Java Reference
In-Depth Information
vidual element values. Lines 29-30 also could have used the enhanced
for
statement
(which we'll demonstrate with collections in other examples).
Line 33 calls method
removeColors
(lines 43-55), passing
list
and
removeList
as
arguments. Method
removeColors
deletes the
String
s in
removeList
from the
String
s
in
list
. Lines 38-39 print
list
's elements after
removeColors
completes its task.
Method
removeColors
declares two
Collection<String>
parameters (lines 43-
44)—any two
Collection
s containing
String
s can be passed as arguments. The method
accesses the elements of the first
Collection
(
collection1
) via an
Iterator
. Line 47 calls
Collection
method
iterator
to get an
Iterator
for the
Collection
. Interfaces
Collec-
tion
and
Iterator
are generic types. The loop-continuation condition (line 50) calls
Iterator
method
hasNext
to determine whether there are more elements to iterate
through. Method
hasNext
returns
true
if another element exists and
false
otherwise.
The
if
condition in line 52 calls
Iterator
method
next
to obtain a reference to the
next element, then uses method
contains
of the second
Collection
(
collection2
) to
determine whether
collection2
contains the element returned by
next
. If so, line 53 calls
Iterator
method
remove
to remove the element from the
Collection
collection1
.
Common Programming Error 16.1
If a collection is modified by one of its methods after an iterator is created for that collec-
tion, the iterator immediately becomes invalid—any operation performed with the itera-
tor fails immediate and throws a
ConcurrentModificationException
. For this reason,
iterators are said to be “fail fast.” Fail-fast iterators help ensure that a modifiable collec-
tion is not manipulated by two or more threads at the same time, which could corrupt the
collection. In Chapter 23, Concurrency, you'll learn about concurrent collections (package
java.util.concurrent
) that can be safely manipulated by multiple concurrent threads.
Software Engineering Observation 16.4
We refer to the
ArrayList
s in this example via
List
variables. This makes our code more
flexible and easier to modify—if we later determine that
LinkedList
s would be more ap-
propriate, only the lines where we created the
ArrayList
objects (lines 14 and 21) need
to be modified. In general, when you create a collection object, refer to that object with a
variable of the corresponding collection interface type.
Type Inference with the
<>
Notation
Lines 14 and 21 specify the type stored in the
ArrayList
(that is,
String
) on the left and
right sides of the initialization statements. Java SE 7 introduced
type inferencing
with the
<>
notation—known as the
diamond notation
—in statements that declare and create ge-
neric type variables and objects. For example, line 14 can be written as:
List<String> list =
new
ArrayList<>();
In this case, Java uses the type in angle brackets on the left of the declaration (that is,
String
) as the type stored in the
ArrayList
created on the right side of the declaration.
We'll use this syntax for the remaining examples in this chapter.
Figure 16.3 demonstrates various operations on
LinkedList
s. The program creates two
LinkedList
s of
String
s. The elements of one
List
are added to the other. Then all the
String
s are converted to uppercase, and a range of elements is deleted.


Work item –
Using the records below, transcribe word for word the stretch from the line that contains "You are a GUI" through the line that contains "Task: Click on the span: 1", both end lines included, and nothing else.

-- Dataset follows --

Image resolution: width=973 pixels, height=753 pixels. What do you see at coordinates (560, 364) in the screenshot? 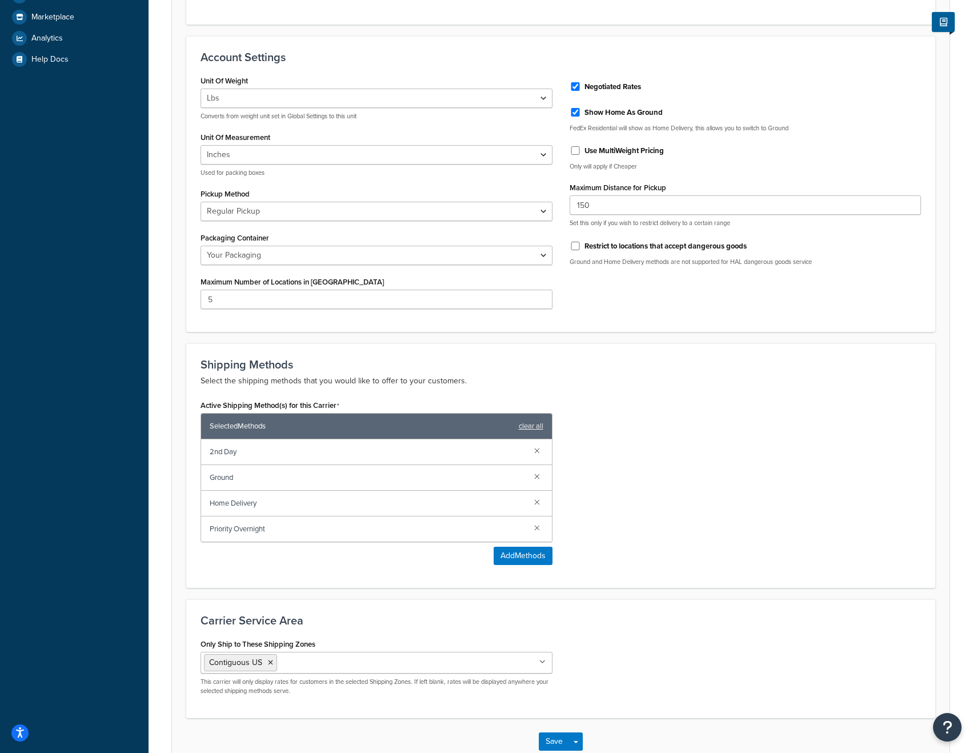
I see `h3: Shipping Methods` at bounding box center [560, 364].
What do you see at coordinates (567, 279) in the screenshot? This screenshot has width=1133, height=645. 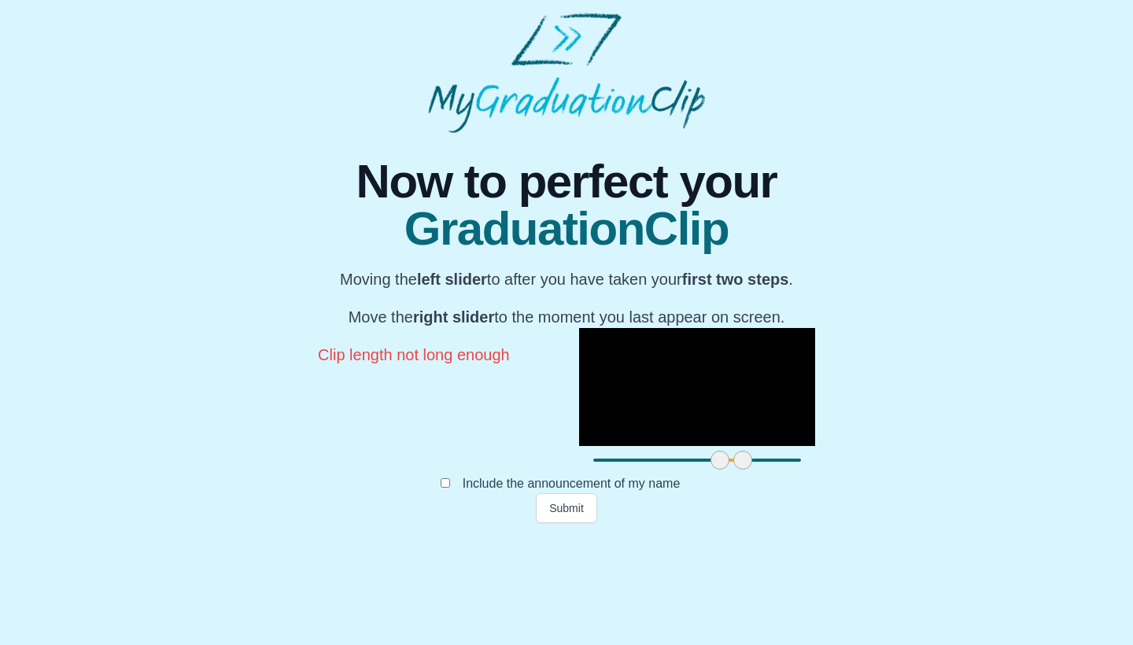 I see `p: Moving the to after you have taken your .` at bounding box center [567, 279].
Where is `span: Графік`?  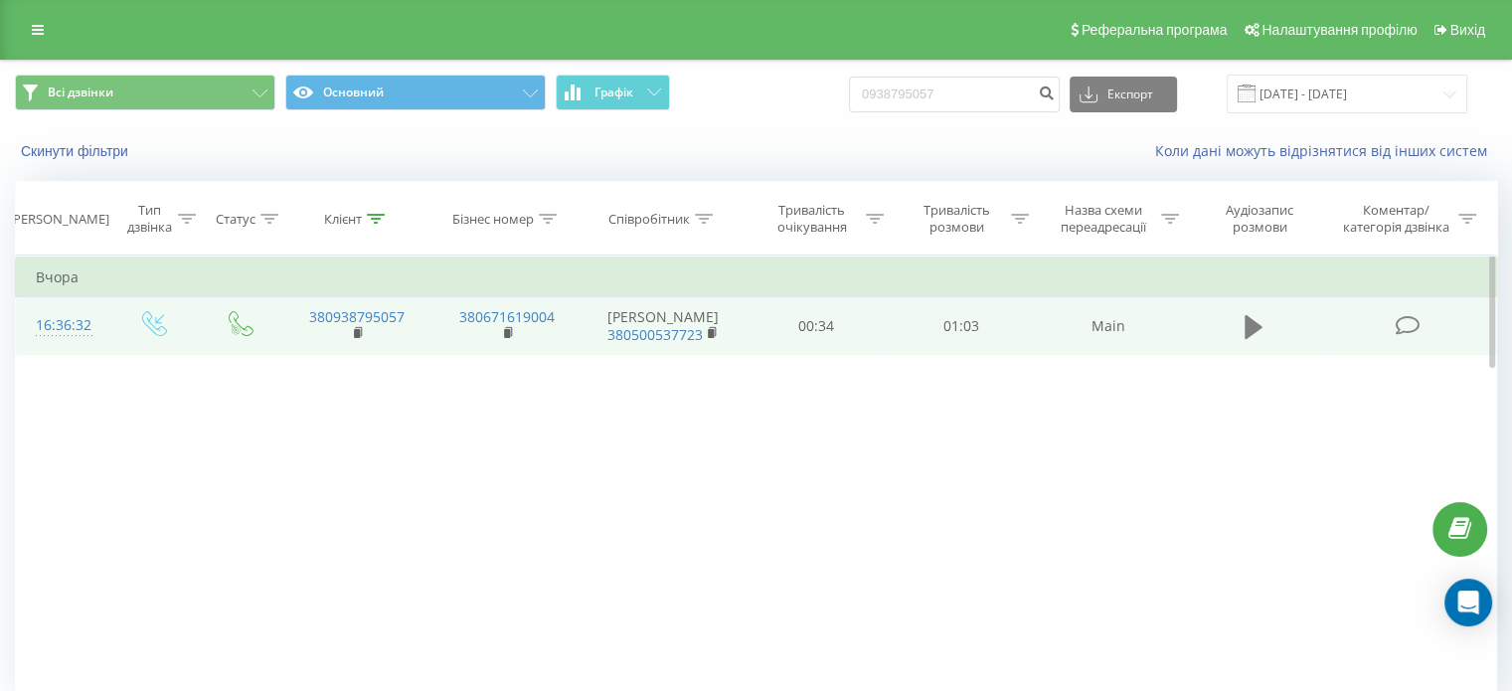 span: Графік is located at coordinates (613, 92).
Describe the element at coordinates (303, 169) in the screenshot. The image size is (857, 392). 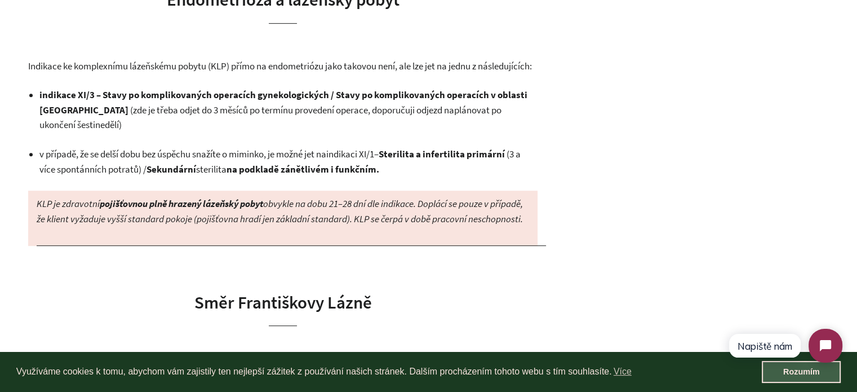
I see `strong: na podkladě zánětlivém i funkčním.` at that location.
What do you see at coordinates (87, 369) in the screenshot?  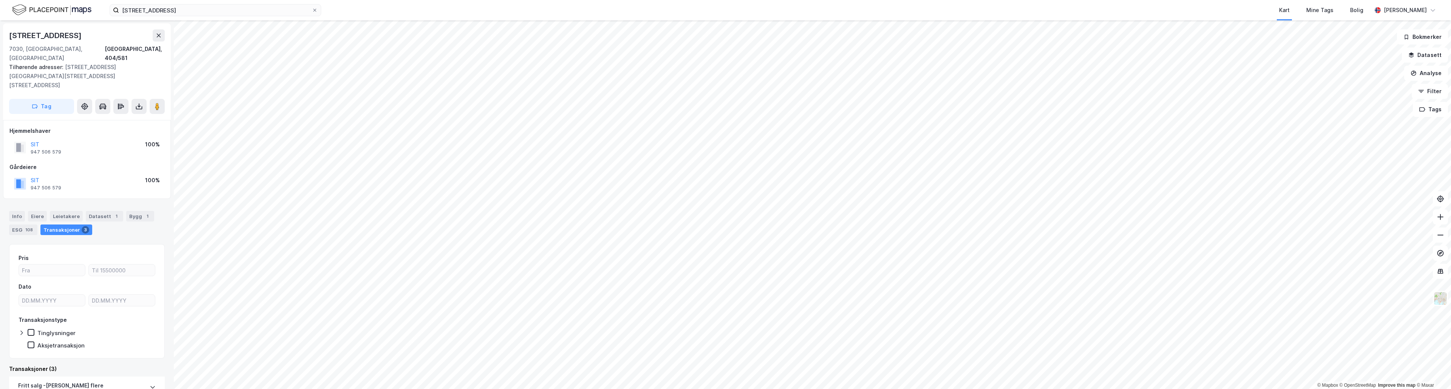 I see `div: Transaksjoner (3)` at bounding box center [87, 369].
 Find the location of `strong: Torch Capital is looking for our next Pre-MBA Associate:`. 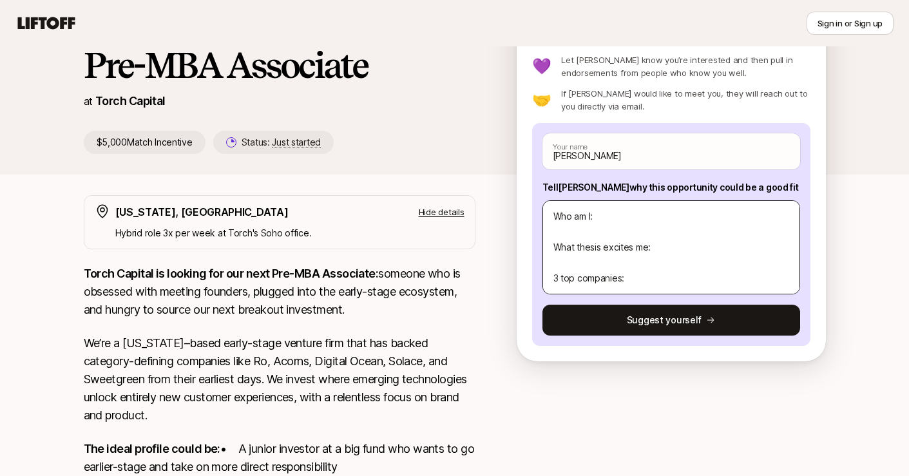

strong: Torch Capital is looking for our next Pre-MBA Associate: is located at coordinates (231, 273).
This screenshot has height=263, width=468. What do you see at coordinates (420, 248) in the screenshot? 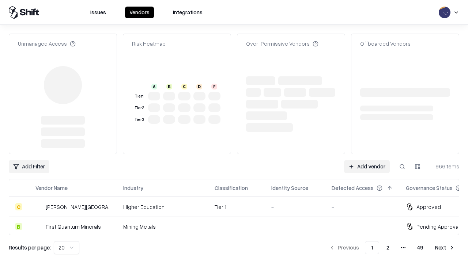
I see `button: 49` at bounding box center [420, 248].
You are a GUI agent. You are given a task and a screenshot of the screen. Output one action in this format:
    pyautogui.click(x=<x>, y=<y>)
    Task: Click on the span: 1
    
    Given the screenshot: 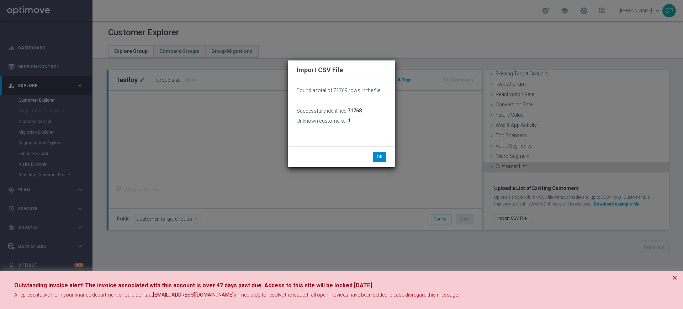 What is the action you would take?
    pyautogui.click(x=349, y=121)
    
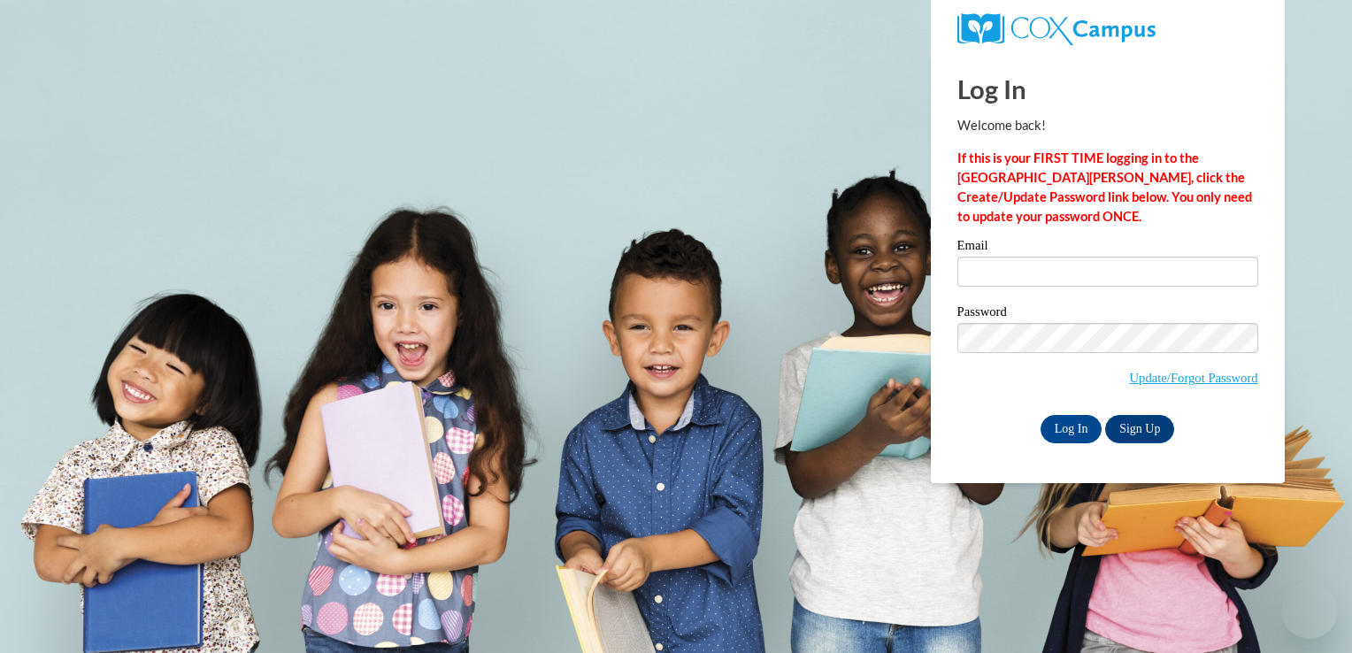  I want to click on a: Update/Forgot Password, so click(1193, 378).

-- Dataset concluded --

Final answer –
You are a GUI agent. You are given a task and a screenshot of the screen. Output one action in this format:
    pyautogui.click(x=<x>, y=<y>)
    Task: Click on the span: 1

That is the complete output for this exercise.